Lehigh Valley: Patricia Rorrer — Still A Convenient Suspect?

Donna Fisher/Allentown Morning Call/TNS via Getty Image

Patricia Rorrer (right) is led to her hearing in Lehigh County Courthouse Wednesday morning, August 26, 1998 by a sheriff’s deputy, at left.

Back in March of 2017, Investigation Discovery ran Murder in Lehigh Valley: Keith Morrison Investigates which questioned the conviction of Patricia Rorrer for the brutal double murders of Joann Katrinak and her infant son, Alex. Since that time, Rorrer has held out hope that Pennsylvania’s Superior Court would grant her a hearing to examine the new evidence that has come to light in her case. Just recently, however, that hope was dashed when the court denied her appeal.

Keeping a convicted killer in prison on the merits of a case is a good thing, but what about when the courts keep someone incarcerated on completely inaccurate information? You might think such a thing couldn’t happen, but that’s exactly what did happen in the Rorrer case. Contained in Superior Court’s 22-page opinion are a minimum of 24 factual errors; many of which are extremely serious.

Excerpt from the Superior Court opinion.

You can read the court documents in their entirety here.

Here are just a few examples:

  1. Superior Court states that all 6 seatback hairs AND the cigarette butt were nuclear DNA tested and matched to Rorrer. This is untrue. To date, the only two pieces of evidence ever nuclear DNA tested in the case were two of the seatback hairs — nothing else.
  2. Superior Court states that Patricia Rorrer and Andy Katrinak’s romantic relationship ended in May, 1993 — only one year before the murders. This is untrue. Rorrer and Katrinak broke up in 1989 — five years before the murders — and Andy married Joann in May, 1993 after dating for approximately one year.
  3. Superior Court states that Andy “immediately” called the police on discovering Joann and Alex missing. This is untrue. Andy waited more than 4 ½ hours before phoning the police to report his wife and son missing.
  4. Superior Court states that evidence was taken from Joann’s “undisturbed” vehicle. This is untrue. Both Andy and Joann’s father admitted to either opening and/or entering the vehicle before the police investigated it.
  5. Superior Court states that the 3 mounted car hairs were sent to the FBI in July 1995, and Rorrer’s hair samples were taken in November 1995, therefore, since the FBI had possession of the mounted hairs before the Pennsylvania State Police (PSP) took Rorrer’s samples, it is impossible for those hairs to have been switched. This is untrue. The three mounted hairs were not sent to the FBI until one year later, in June of 1996. In fact, the PSP had both the mounted and unmounted hairs, as well as Rorrer’s hair samples in their possession at the same time.
  6. Superior Court notes that Rorrer’s attorney, Craig Neely, is being paid at “public expense.” This is untrue. Neely has been representing Patricia Rorrer pro-bono all along, and has not received one cent for that representation.

These are but a brief sampling of the many errors and inaccuracies contained in Superior Court’s opinion. How can this happen? How can someone fight it and correct the record? Was it just a mistake that one of the highest courts in the Commonwealth of Pennsylvania got everything so wrong? Or is Patricia Rorrer still just “a convenient suspect”?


### [PROBLEM]
Whenever a line of the entries below holds the string "steel", copy that line and return it.

### [GIVEN RECORDS]
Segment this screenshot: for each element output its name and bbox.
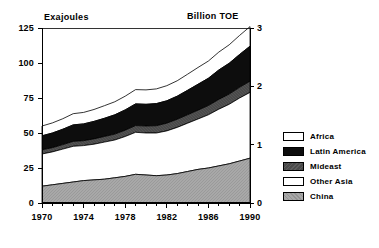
y-tick-label-left: 100 (8, 58, 34, 68)
chart-legend: AfricaLatin AmericaMideastOther AsiaChin… (283, 129, 377, 204)
legend-label: Latin America (310, 147, 366, 156)
legend-swatch-icon (283, 162, 304, 171)
y-tick-label-right: 2 (257, 81, 277, 91)
legend-item[interactable]: China (283, 189, 377, 204)
x-tick-label: 1986 (188, 212, 228, 222)
area-bands (42, 27, 250, 203)
legend-label: China (310, 192, 333, 201)
y-tick-label-left: 50 (8, 128, 34, 138)
x-tick-label: 1974 (64, 212, 104, 222)
legend-label: Africa (310, 132, 334, 141)
legend-label: Other Asia (310, 177, 353, 186)
y-tick-label-right: 0 (257, 198, 277, 208)
y-tick-label-left: 75 (8, 93, 34, 103)
y-tick-label-right: 1 (257, 140, 277, 150)
legend-swatch-icon (283, 147, 304, 156)
legend-label: Mideast (310, 162, 342, 171)
plot-area (0, 0, 379, 248)
x-tick-label: 1982 (147, 212, 187, 222)
y-tick-label-right: 3 (257, 23, 277, 33)
legend-swatch-icon (283, 132, 304, 141)
x-tick-label: 1978 (105, 212, 145, 222)
legend-item[interactable]: Other Asia (283, 174, 377, 189)
legend-swatch-icon (283, 192, 304, 201)
legend-item[interactable]: Mideast (283, 159, 377, 174)
stacked-area-chart: Exajoules Billion TOE 0255075100125 0123… (0, 0, 379, 248)
legend-item[interactable]: Latin America (283, 144, 377, 159)
legend-swatch-icon (283, 177, 304, 186)
x-tick-label: 1990 (230, 212, 270, 222)
x-tick-label: 1970 (22, 212, 62, 222)
y-tick-label-left: 0 (8, 198, 34, 208)
y-tick-label-left: 125 (8, 23, 34, 33)
legend-item[interactable]: Africa (283, 129, 377, 144)
y-tick-label-left: 25 (8, 163, 34, 173)
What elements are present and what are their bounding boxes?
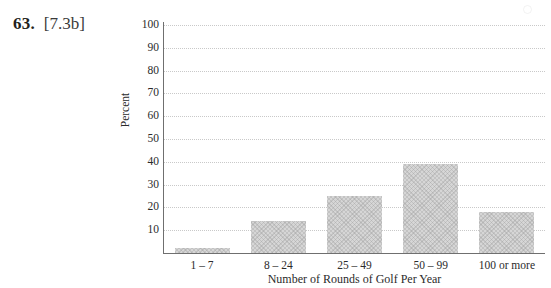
y-tick-label: 100	[125, 19, 159, 31]
x-tick-label: 25 – 49	[316, 258, 392, 272]
bar	[479, 212, 534, 253]
y-tick-label: 10	[125, 224, 159, 236]
y-tick-label: 60	[125, 110, 159, 122]
gridline-100	[164, 25, 545, 26]
gridline-30	[164, 185, 545, 186]
x-tick-label: 50 – 99	[393, 258, 469, 272]
gridline-60	[164, 116, 545, 117]
y-axis-tick-labels: 100908070605040302010	[121, 25, 159, 253]
gridline-40	[164, 162, 545, 163]
y-tick-label: 70	[125, 87, 159, 99]
x-tick-label: 8 – 24	[240, 258, 316, 272]
y-tick-label: 80	[125, 65, 159, 77]
bar-chart-figure: Percent 100908070605040302010 1 – 78 – 2…	[0, 0, 551, 288]
gridline-50	[164, 139, 545, 140]
y-tick-label: 50	[125, 133, 159, 145]
bar	[251, 221, 306, 253]
y-tick-label: 90	[125, 42, 159, 54]
plot-area	[164, 25, 545, 253]
x-tick-label: 1 – 7	[164, 258, 240, 272]
bar	[327, 196, 382, 253]
x-tick-label: 100 or more	[469, 258, 545, 272]
gridline-80	[164, 71, 545, 72]
y-tick-label: 40	[125, 156, 159, 168]
bar	[403, 164, 458, 253]
y-tick-label: 30	[125, 179, 159, 191]
gridline-90	[164, 48, 545, 49]
gridline-70	[164, 93, 545, 94]
scan-artifact-speck	[523, 5, 532, 14]
y-tick-label: 20	[125, 201, 159, 213]
x-axis-title: Number of Rounds of Golf Per Year	[164, 272, 545, 286]
x-axis-line	[163, 253, 545, 254]
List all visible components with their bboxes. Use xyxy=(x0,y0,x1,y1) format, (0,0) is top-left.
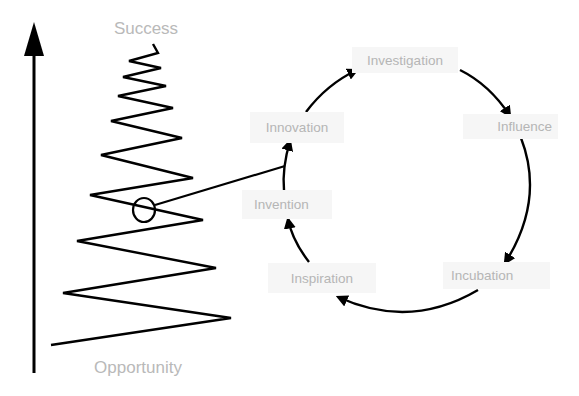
node-influence: Influence xyxy=(463,114,558,139)
edge-innovation-investigation xyxy=(306,70,357,112)
arrowhead-up-icon xyxy=(24,22,44,56)
edge-influence-incubation xyxy=(505,138,530,263)
node-inspiration: Inspiration xyxy=(268,263,376,293)
zigzag-line xyxy=(51,44,231,345)
edge-invention-innovation xyxy=(284,141,290,190)
axis-label-opportunity: Opportunity xyxy=(94,358,182,378)
node-innovation: Innovation xyxy=(250,112,344,143)
vertical-axis-arrow xyxy=(24,22,44,373)
edge-incubation-inspiration xyxy=(338,290,478,312)
callout-circle xyxy=(133,198,155,222)
node-incubation: Incubation xyxy=(443,262,550,289)
edge-investigation-influence xyxy=(460,70,510,116)
axis-label-success: Success xyxy=(114,19,178,39)
node-investigation: Investigation xyxy=(352,47,458,73)
edge-inspiration-invention xyxy=(288,219,309,262)
node-invention: Invention xyxy=(242,190,332,219)
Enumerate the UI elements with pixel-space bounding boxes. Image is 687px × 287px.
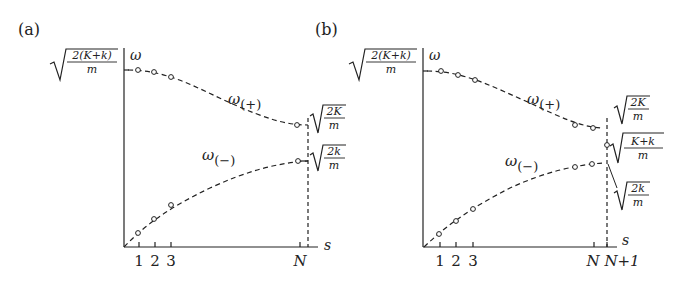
panel-b-label: (b) — [315, 20, 338, 39]
panel-b-right-num-2: K+k — [630, 135, 655, 148]
panel-a-upper-branch — [128, 70, 308, 125]
panel-a-right-num-2: 2k — [326, 145, 341, 158]
panel-a-right-den-1: m — [329, 119, 339, 132]
panel-a-right-den-2: m — [329, 159, 339, 172]
panel-a-y-top-num: 2(K+k) — [71, 49, 112, 62]
panel-a-lower-label: ω(−) — [202, 146, 235, 168]
panel-a-upper-label: ω(+) — [228, 90, 261, 112]
panel-b-y-axis-label: ω — [429, 47, 441, 63]
dispersion-diagram: (a) 2(K+k) m ω ω(+) ω(−) 2K m 2k m s 1 2… — [0, 0, 687, 287]
panel-a-tick-3: 3 — [166, 252, 176, 270]
panel-b-right-den-2: m — [638, 149, 648, 162]
panel-a-y-axis-label: ω — [130, 47, 142, 63]
panel-b-axes — [423, 48, 617, 247]
panel-b-right-den-3: m — [633, 196, 643, 209]
panel-a-tick-n: N — [292, 252, 307, 270]
panel-b-lower-branch — [424, 163, 603, 247]
panel-b-x-axis-label: s — [622, 232, 629, 248]
panel-b-upper-label: ω(+) — [527, 90, 560, 112]
panel-a-tick-1: 1 — [134, 252, 144, 270]
panel-b-tick-n: N — [585, 252, 600, 270]
panel-b-tick-3: 3 — [468, 252, 478, 270]
panel-b-tick-n-plus-1: N+1 — [603, 252, 639, 270]
panel-a-tick-2: 2 — [150, 252, 160, 270]
panel-a-x-axis-label: s — [324, 237, 331, 253]
panel-a-y-top-den: m — [87, 63, 97, 76]
panel-b-y-top-num: 2(K+k) — [370, 49, 411, 62]
panel-b-right-num-3: 2k — [630, 182, 645, 195]
panel-b-lower-label: ω(−) — [505, 152, 538, 174]
panel-a-label: (a) — [18, 20, 40, 39]
panel-b-y-top-den: m — [386, 63, 396, 76]
panel-b-upper-branch — [427, 71, 603, 128]
panel-b-tick-1: 1 — [435, 252, 445, 270]
panel-b-right-num-1: 2K — [629, 96, 646, 109]
panel-a-right-num-1: 2K — [325, 105, 342, 118]
panel-b-right-den-1: m — [633, 110, 643, 123]
panel-a-lower-branch — [124, 161, 308, 247]
panel-b-tick-2: 2 — [451, 252, 461, 270]
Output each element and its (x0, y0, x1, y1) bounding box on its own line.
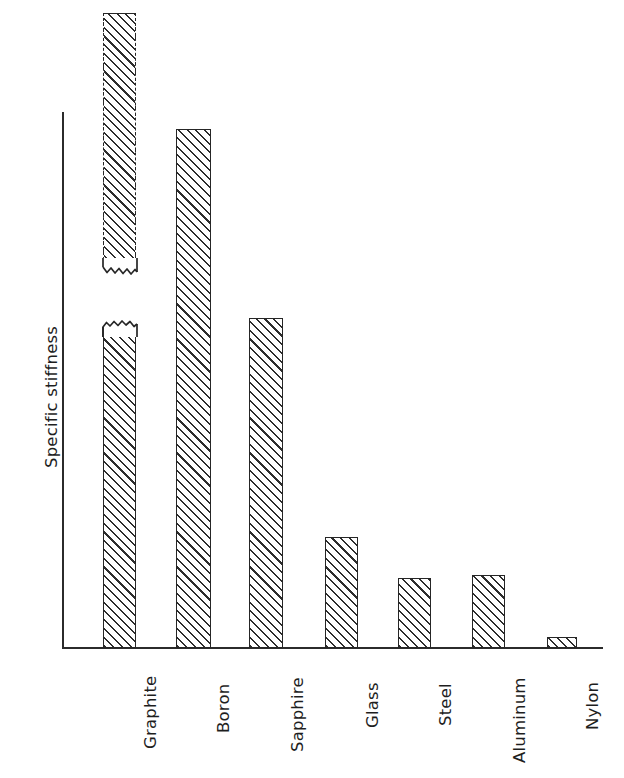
y-axis-title: Specific stiffness (42, 326, 61, 468)
bar-steel (398, 578, 431, 648)
x-axis-label-sapphire: Sapphire (288, 677, 307, 752)
bar-boron (176, 129, 211, 648)
x-axis-label-glass: Glass (363, 682, 382, 728)
x-axis-label-aluminum: Aluminum (510, 677, 529, 763)
bar-nylon (547, 637, 577, 648)
x-axis-label-nylon: Nylon (583, 682, 602, 730)
bar-chart-figure: Specific stiffness Graphite Boron Sapphi… (0, 0, 624, 778)
y-axis-line (62, 112, 64, 649)
bar-glass (325, 537, 358, 648)
bar-graphite-lower (103, 330, 136, 648)
x-axis-label-graphite: Graphite (141, 676, 160, 749)
bar-aluminum (472, 575, 505, 648)
x-axis-label-steel: Steel (436, 683, 455, 726)
bar-sapphire (249, 318, 283, 648)
bar-graphite-upper-offscale (103, 13, 136, 265)
x-axis-label-boron: Boron (214, 684, 233, 733)
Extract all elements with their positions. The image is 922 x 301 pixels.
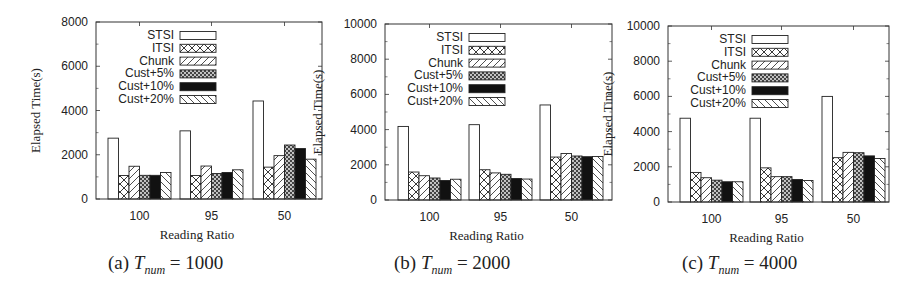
bar-cust10-95 xyxy=(511,179,522,200)
bar-chunk-95 xyxy=(201,166,212,199)
bar-cust5-95 xyxy=(782,177,793,202)
legend-swatch xyxy=(469,85,505,93)
legend-swatch xyxy=(180,96,216,104)
bar-cust10-50 xyxy=(864,156,875,202)
y-tick-label: 6000 xyxy=(633,89,660,103)
bar-itsi-50 xyxy=(833,158,844,202)
bar-chunk-100 xyxy=(701,178,712,202)
y-tick-label: 4000 xyxy=(61,104,88,118)
y-tick-label: 8000 xyxy=(350,52,377,66)
chart-a: 100955002000400060008000Reading RatioEla… xyxy=(28,15,322,242)
y-tick-label: 2000 xyxy=(350,158,377,172)
bar-cust5-95 xyxy=(501,174,512,200)
x-tick-label: 95 xyxy=(205,209,219,223)
bar-chunk-100 xyxy=(419,176,430,200)
caption-a-sub: num xyxy=(144,263,165,277)
caption-c-eq: = 4000 xyxy=(744,252,797,273)
legend-label: Cust+20% xyxy=(407,94,463,108)
bar-cust20-50 xyxy=(306,159,317,199)
legend-swatch xyxy=(752,61,788,69)
bar-cust20-50 xyxy=(875,159,886,202)
y-tick-label: 8000 xyxy=(633,54,660,68)
bar-stsi-50 xyxy=(822,96,833,202)
y-axis-label: Elapsed Time(s) xyxy=(600,72,615,157)
bar-cust10-95 xyxy=(222,172,233,199)
x-axis-label: Reading Ratio xyxy=(729,230,804,245)
caption-c-var: T xyxy=(708,252,719,273)
y-tick-label: 6000 xyxy=(61,59,88,73)
caption-c-label: (c) xyxy=(682,252,703,273)
x-axis-label: Reading Ratio xyxy=(160,227,235,242)
caption-b-var: T xyxy=(421,252,432,273)
legend-swatch xyxy=(180,83,216,91)
bar-stsi-50 xyxy=(253,101,264,199)
bar-itsi-95 xyxy=(761,168,772,202)
bar-stsi-95 xyxy=(469,125,480,200)
y-tick-label: 0 xyxy=(370,193,377,207)
x-axis-label: Reading Ratio xyxy=(449,228,524,243)
bar-chunk-50 xyxy=(561,154,572,200)
bar-cust20-95 xyxy=(803,181,814,202)
bar-cust10-100 xyxy=(440,180,451,200)
legend-swatch xyxy=(752,74,788,82)
legend-swatch xyxy=(752,87,788,95)
bar-cust5-100 xyxy=(712,180,723,202)
bar-stsi-95 xyxy=(180,131,191,199)
legend: STSIITSIChunkCust+5%Cust+10%Cust+20% xyxy=(118,28,216,106)
bar-cust20-50 xyxy=(593,157,604,200)
bar-cust10-50 xyxy=(582,157,593,200)
y-tick-label: 10000 xyxy=(627,19,661,33)
caption-a-label: (a) xyxy=(108,252,129,273)
caption-b-sub: num xyxy=(431,263,452,277)
bar-itsi-100 xyxy=(691,172,702,202)
legend-swatch xyxy=(469,72,505,80)
x-tick-label: 50 xyxy=(278,209,292,223)
bar-cust10-50 xyxy=(295,149,306,199)
legend-swatch xyxy=(469,34,505,42)
legend-swatch xyxy=(469,59,505,67)
bar-itsi-100 xyxy=(409,172,420,200)
caption-b-label: (b) xyxy=(394,252,416,273)
bar-cust10-100 xyxy=(150,175,161,199)
chart-c: 10095500200040006000800010000Reading Rat… xyxy=(600,19,889,245)
bar-stsi-100 xyxy=(398,126,409,200)
caption-a-eq: = 1000 xyxy=(170,252,223,273)
caption-c: (c) Tnum = 4000 xyxy=(682,252,797,278)
bar-stsi-100 xyxy=(680,118,691,202)
y-tick-label: 4000 xyxy=(633,125,660,139)
legend: STSIITSIChunkCust+5%Cust+10%Cust+20% xyxy=(690,32,788,110)
bar-stsi-50 xyxy=(540,105,551,200)
y-axis-label: Elapsed Time(s) xyxy=(28,68,43,153)
bar-cust20-95 xyxy=(233,170,244,199)
caption-a-var: T xyxy=(134,252,145,273)
bar-cust10-95 xyxy=(792,179,803,202)
chart-b: 10095500200040006000800010000Reading Rat… xyxy=(310,17,612,243)
x-tick-label: 100 xyxy=(419,210,439,224)
x-tick-label: 100 xyxy=(701,212,721,226)
legend-swatch xyxy=(752,100,788,108)
bar-cust5-50 xyxy=(854,153,865,202)
legend: STSIITSIChunkCust+5%Cust+10%Cust+20% xyxy=(407,30,505,108)
bar-chunk-50 xyxy=(843,152,854,202)
bar-stsi-100 xyxy=(108,138,119,199)
legend-label: Cust+20% xyxy=(690,96,746,110)
caption-a: (a) Tnum = 1000 xyxy=(108,252,223,278)
x-tick-label: 100 xyxy=(129,209,149,223)
y-tick-label: 10000 xyxy=(344,17,378,31)
y-tick-label: 4000 xyxy=(350,123,377,137)
legend-swatch xyxy=(180,57,216,65)
bar-cust5-95 xyxy=(212,174,223,199)
caption-b-eq: = 2000 xyxy=(457,252,510,273)
bar-itsi-100 xyxy=(119,176,130,199)
bar-itsi-50 xyxy=(264,167,275,199)
bar-cust5-100 xyxy=(430,178,441,200)
bar-itsi-95 xyxy=(191,176,202,199)
bar-chunk-95 xyxy=(490,173,501,200)
x-tick-label: 50 xyxy=(847,212,861,226)
bar-chunk-100 xyxy=(129,166,140,199)
y-tick-label: 6000 xyxy=(350,87,377,101)
legend-swatch xyxy=(469,46,505,54)
y-tick-label: 0 xyxy=(653,195,660,209)
x-tick-label: 95 xyxy=(775,212,789,226)
bar-cust20-100 xyxy=(161,172,172,199)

### [RESULT OF THE EXERCISE]
bar-steel (398, 578, 431, 648)
x-axis-label-steel: Steel (436, 683, 455, 726)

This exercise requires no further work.